VARIOUS PROPERTIES
David Smith (1906-1965)

Forging VI

Details
David Smith (1906-1965)
Forging VI
incised with signature, number and date 'David Smith 1955.IND.VI' on a steel plaque welded to the base
stainless steel
79 x 9 x 9in. (200.7 x 22.8 x 22.8cm.)
Provenance
Estate of the artist.
Barry H. Stirling, Paris.
Allan Stone Gallery, New York.
Literature
R. Krauss, The Sculpture of David Smith, A Catalogue Raisonné, New York 1977, p. 67, no. 338 (illustrated).

Lot Essay

Like his friends Barnett Newman and Willem de Kooning, David Smith was obsessed with reconciling the figure and abstraction. De Kooning never gave up the figure, though his slashed and dismembered women came close to the edge of complete abstraction. Newman substituted an abstract symbol--the "zip", a thin, vertical linear element in his paintings--for the presence of the figure. Smith, whose works can be viewed, as can Newman's, as totally abstract, utilized figural imagery throughout his career. Forging VI is an example of the extreme to which he pushed the edge of figural abstraction.

Like de Kooning's Women of 1951-1955, who merge with the painted background, or Newman's slender zip, Forging VI shows Smith narrowing the profile of the human form to the absolute minimum, while retaining the upward thrust of a figure in space. The process of hammering out the piece on the forge, slowly and arduously, physically producing the slightest of images, is akin to Newman's process of creating monumental canvases of large areas of flat color, applied again and again, pounding and feathering the brushstrokes to the edge of nothingness. Like Giacometti's slender Femme de Venise series, Forging VI barely holds onto its sculptural content, existing between being and nothingness, like a figure seen in mist, or dissolving in light and air--isolated, alienated, distanced from the viewer.

The material of Forging VI--stainless steel--is reflective by its very nature, which serves to heighten the effect of immateriality as it picks up the light and colors of its surroundings. Later in his career, Smith would utilize this material's special quality to great effect in his famous series of Cubis, produced in stainless steel in the early 1960s, where the monumental sculptures change with each moment of light and shadow.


**Task description:**
Beginning with the line where "In order to click on input: Selecione" appears, retype every remaining line of the data below, both the first and last included.
*** Opening of The data ***
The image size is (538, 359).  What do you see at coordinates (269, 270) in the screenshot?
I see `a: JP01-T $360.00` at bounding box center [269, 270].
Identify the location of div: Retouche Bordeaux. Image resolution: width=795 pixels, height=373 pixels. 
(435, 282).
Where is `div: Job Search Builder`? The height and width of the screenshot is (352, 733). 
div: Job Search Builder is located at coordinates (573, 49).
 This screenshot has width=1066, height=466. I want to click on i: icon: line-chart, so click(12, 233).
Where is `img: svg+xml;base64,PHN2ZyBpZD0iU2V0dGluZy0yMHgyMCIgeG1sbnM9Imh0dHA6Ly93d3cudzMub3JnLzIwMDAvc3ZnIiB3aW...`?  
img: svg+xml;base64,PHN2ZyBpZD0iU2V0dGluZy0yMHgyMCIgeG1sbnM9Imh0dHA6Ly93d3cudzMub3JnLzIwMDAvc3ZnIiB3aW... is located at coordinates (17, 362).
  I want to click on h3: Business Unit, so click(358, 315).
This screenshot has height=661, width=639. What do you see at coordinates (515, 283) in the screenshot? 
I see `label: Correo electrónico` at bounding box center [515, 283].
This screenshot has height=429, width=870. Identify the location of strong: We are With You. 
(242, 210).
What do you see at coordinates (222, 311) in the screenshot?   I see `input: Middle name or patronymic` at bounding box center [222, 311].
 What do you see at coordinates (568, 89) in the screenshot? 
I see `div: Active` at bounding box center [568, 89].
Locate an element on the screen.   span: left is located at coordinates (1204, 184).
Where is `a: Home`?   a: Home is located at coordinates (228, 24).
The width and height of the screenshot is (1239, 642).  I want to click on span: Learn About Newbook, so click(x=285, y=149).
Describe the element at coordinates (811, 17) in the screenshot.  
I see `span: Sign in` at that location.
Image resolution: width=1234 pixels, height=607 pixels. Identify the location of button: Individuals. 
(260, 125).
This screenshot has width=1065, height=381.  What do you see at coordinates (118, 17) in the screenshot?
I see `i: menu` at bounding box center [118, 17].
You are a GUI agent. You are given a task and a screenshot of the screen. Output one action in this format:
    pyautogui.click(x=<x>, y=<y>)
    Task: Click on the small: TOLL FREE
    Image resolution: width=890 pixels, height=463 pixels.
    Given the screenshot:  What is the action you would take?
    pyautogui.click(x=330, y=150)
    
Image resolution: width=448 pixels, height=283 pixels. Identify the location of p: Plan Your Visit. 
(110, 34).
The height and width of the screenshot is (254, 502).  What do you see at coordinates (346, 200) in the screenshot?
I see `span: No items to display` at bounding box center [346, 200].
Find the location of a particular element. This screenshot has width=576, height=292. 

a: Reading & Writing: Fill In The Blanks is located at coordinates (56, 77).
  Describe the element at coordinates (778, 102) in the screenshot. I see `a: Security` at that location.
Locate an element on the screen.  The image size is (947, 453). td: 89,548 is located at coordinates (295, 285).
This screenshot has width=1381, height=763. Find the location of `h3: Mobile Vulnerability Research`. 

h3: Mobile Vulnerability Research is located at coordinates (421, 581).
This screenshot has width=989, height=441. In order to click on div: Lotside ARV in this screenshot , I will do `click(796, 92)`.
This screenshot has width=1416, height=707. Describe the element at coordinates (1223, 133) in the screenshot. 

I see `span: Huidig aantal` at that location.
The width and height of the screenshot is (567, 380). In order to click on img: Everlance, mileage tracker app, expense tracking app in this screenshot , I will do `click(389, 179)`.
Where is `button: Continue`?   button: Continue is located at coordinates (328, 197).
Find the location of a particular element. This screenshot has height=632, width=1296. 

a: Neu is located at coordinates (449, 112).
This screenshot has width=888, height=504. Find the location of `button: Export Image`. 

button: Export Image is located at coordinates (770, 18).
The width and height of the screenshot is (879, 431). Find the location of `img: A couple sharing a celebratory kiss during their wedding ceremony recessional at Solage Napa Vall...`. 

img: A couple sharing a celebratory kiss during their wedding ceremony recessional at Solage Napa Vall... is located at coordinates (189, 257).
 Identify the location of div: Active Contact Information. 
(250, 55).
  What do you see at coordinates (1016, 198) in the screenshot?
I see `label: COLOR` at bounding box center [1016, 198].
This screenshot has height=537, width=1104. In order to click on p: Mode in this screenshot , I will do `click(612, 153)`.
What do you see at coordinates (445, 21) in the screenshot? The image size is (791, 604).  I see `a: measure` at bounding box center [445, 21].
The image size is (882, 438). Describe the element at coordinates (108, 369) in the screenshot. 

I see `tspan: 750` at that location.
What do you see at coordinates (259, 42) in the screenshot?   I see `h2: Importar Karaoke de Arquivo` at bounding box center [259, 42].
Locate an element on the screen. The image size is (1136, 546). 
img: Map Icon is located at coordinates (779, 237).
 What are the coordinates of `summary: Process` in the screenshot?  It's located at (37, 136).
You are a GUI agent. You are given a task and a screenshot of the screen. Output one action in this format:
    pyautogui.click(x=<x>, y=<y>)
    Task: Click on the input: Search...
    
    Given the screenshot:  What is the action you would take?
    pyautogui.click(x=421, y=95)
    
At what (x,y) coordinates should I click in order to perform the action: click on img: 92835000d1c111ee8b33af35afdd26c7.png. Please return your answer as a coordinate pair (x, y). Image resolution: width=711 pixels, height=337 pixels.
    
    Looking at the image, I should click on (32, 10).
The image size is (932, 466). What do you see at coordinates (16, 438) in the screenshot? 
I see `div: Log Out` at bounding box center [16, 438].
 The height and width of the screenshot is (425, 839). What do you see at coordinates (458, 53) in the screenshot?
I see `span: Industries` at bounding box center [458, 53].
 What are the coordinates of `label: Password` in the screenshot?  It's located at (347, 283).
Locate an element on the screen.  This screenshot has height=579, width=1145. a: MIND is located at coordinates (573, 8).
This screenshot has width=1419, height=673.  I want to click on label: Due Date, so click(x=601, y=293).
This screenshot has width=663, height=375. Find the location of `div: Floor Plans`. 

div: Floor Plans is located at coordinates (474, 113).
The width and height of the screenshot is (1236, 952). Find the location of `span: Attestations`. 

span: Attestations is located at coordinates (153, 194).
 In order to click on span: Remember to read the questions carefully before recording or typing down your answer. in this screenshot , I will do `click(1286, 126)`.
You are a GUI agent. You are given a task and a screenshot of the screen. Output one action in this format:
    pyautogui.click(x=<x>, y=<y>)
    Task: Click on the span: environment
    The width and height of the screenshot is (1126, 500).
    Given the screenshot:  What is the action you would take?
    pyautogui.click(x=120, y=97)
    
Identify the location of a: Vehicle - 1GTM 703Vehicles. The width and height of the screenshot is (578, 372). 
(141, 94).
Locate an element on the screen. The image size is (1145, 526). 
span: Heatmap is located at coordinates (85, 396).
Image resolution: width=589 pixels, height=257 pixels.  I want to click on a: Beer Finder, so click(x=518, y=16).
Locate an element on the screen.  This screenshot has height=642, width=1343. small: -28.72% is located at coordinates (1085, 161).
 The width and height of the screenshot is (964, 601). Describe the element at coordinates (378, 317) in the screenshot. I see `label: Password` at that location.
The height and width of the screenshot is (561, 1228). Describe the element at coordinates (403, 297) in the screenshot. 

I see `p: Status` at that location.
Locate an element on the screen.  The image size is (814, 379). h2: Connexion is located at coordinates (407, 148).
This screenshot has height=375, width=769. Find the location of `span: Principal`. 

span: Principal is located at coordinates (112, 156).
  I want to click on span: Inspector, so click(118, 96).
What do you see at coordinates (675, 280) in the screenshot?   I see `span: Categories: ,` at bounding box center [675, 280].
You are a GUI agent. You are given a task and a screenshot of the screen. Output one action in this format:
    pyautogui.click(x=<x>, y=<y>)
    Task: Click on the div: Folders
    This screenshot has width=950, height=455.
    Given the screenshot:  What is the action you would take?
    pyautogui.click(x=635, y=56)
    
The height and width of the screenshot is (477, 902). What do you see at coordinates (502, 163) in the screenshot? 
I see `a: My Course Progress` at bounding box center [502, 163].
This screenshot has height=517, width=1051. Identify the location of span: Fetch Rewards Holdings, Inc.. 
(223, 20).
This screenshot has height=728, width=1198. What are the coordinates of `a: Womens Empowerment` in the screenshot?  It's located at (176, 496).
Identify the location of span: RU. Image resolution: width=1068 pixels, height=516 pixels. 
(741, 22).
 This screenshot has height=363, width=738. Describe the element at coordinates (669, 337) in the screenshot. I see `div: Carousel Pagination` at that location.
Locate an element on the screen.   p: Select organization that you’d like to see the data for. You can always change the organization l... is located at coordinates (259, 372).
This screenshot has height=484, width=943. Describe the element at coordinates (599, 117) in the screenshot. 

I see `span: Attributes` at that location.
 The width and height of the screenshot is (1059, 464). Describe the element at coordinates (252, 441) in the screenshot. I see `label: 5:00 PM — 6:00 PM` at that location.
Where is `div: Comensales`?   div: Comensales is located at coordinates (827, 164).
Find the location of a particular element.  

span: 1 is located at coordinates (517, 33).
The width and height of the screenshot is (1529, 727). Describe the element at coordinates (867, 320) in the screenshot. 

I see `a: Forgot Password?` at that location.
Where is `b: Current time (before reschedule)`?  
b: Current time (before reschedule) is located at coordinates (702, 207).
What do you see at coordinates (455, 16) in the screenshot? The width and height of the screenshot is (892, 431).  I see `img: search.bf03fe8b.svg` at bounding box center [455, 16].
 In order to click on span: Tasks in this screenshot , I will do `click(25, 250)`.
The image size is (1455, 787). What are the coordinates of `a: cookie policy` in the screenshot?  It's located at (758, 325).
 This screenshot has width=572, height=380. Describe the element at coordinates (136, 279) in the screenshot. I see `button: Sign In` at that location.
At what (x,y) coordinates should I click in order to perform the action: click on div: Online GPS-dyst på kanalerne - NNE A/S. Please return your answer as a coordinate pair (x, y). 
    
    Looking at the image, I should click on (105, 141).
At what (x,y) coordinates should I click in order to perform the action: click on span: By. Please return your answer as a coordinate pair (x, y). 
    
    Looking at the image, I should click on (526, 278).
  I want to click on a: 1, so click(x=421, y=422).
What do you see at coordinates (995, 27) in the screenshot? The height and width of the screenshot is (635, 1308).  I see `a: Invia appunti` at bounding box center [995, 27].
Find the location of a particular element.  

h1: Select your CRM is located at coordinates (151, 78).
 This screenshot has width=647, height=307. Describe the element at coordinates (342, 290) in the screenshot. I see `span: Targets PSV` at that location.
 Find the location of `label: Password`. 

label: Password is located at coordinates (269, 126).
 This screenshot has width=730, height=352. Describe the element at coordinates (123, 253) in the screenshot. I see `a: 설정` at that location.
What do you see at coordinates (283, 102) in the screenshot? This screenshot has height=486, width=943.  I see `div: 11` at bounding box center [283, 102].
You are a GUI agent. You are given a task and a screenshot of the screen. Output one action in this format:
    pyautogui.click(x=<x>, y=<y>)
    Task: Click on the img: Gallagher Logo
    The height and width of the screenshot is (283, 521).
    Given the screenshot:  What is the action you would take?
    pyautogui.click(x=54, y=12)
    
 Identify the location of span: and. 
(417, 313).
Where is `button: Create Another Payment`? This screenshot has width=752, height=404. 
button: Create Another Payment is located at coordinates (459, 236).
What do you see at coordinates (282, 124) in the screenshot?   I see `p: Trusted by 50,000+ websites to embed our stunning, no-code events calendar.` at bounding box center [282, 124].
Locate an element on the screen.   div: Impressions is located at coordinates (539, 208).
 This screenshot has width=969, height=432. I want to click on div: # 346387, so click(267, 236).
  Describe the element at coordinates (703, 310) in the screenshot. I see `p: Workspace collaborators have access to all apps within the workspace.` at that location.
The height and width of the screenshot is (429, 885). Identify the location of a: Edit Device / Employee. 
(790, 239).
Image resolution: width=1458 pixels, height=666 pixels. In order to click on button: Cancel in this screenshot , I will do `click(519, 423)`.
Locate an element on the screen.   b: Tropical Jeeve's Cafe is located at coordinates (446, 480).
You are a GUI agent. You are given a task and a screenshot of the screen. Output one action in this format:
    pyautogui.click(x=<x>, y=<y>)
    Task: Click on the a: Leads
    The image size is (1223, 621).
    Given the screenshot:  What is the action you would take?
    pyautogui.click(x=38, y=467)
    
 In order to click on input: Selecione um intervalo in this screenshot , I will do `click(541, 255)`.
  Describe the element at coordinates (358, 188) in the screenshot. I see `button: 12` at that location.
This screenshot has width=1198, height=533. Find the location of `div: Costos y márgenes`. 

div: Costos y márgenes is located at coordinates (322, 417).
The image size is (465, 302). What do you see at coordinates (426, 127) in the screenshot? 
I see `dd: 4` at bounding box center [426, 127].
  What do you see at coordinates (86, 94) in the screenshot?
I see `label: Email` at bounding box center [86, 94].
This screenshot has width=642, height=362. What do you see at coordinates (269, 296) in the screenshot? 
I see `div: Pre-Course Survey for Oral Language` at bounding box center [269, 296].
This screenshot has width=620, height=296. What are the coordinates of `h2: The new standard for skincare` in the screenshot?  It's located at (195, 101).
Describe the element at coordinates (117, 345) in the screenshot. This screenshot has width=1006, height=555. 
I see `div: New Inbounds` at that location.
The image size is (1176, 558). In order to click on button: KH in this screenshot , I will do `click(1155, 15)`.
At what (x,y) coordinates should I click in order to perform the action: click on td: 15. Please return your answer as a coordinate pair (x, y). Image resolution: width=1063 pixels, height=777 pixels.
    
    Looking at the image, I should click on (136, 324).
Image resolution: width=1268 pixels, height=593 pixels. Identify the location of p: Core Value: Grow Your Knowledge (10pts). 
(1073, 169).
*** Close of The data ***
**Completed task:**
 In order to click on input: Selecione um intervalo in this screenshot , I will do `click(541, 255)`.
  Describe the element at coordinates (358, 188) in the screenshot. I see `button: 12` at that location.
This screenshot has width=1198, height=533. Find the location of `div: Costos y márgenes`. 

div: Costos y márgenes is located at coordinates (322, 417).
The image size is (465, 302). What do you see at coordinates (426, 127) in the screenshot? 
I see `dd: 4` at bounding box center [426, 127].
  What do you see at coordinates (86, 94) in the screenshot?
I see `label: Email` at bounding box center [86, 94].
This screenshot has width=642, height=362. What do you see at coordinates (269, 296) in the screenshot? 
I see `div: Pre-Course Survey for Oral Language` at bounding box center [269, 296].
This screenshot has width=620, height=296. What are the coordinates of `h2: The new standard for skincare` in the screenshot?  It's located at (195, 101).
Describe the element at coordinates (117, 345) in the screenshot. This screenshot has width=1006, height=555. 
I see `div: New Inbounds` at that location.
The image size is (1176, 558). In order to click on button: KH in this screenshot , I will do `click(1155, 15)`.
At what (x,y) coordinates should I click in order to perform the action: click on td: 15. Please return your answer as a coordinate pair (x, y). Image resolution: width=1063 pixels, height=777 pixels.
    
    Looking at the image, I should click on (136, 324).
Image resolution: width=1268 pixels, height=593 pixels. Identify the location of p: Core Value: Grow Your Knowledge (10pts). 
(1073, 169).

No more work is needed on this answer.